Where possible, everyone needs to adjust their work schedules to accommodate time zone differences. The trick is to shift people’s hours, not just extend them.

For example, it’s not uncommon for U.S. managers to go online in the evenings to check e-mail. But “if you’re working with a team that’s 10 or 11 hours ahead of you, for them it will be the early hours of the morning, so it might be easier to start earlier the next morning instead,” advises Robert Ingram, human resources director for the consultancy Capgemini.

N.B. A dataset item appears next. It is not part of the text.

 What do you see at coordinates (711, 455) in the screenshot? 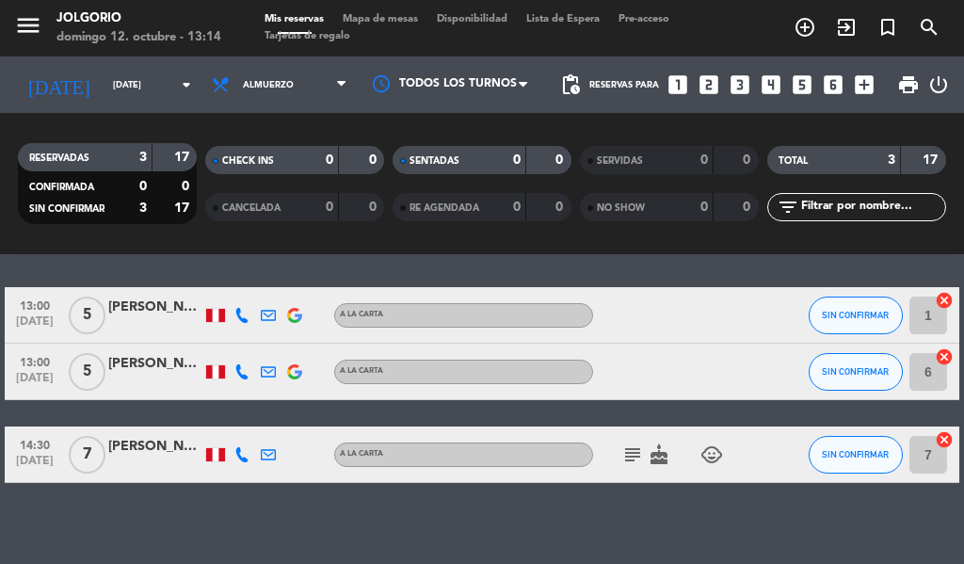
I see `i: child_care` at bounding box center [711, 455].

Neat’s Burk said that his team handles the issue of working nontraditional hours by alternating when the U.S. team works late and when the China team works early. “We try to flip the hours around a little bit, so only once or twice a week you’re having to do something with the schedule [of your team],” he says.
But things can get sticky when people can’t adjust their schedules. For example, in many countries, staffers rely on public transport or company-provided buses and taxis to get home. The issue is particularly acute in developing countries, where transit options are fewer: If schedules change at the last minute, managers in India or China might have to scramble to find new transportation, notes Ingram. “We might have to make special arrangements — a second set of buses or a set of taxis — to take people home.”

For cultures that prize a separation for work and home life — such as in many European countries — the scheduling issue can’t be handled through alternative commute options. If employees in those countries are unwilling to join teleconferences or check e-mail from home before or after work hours to accommodate coworkers in North America or Asia, perhaps they shouldn’t be part of global teams.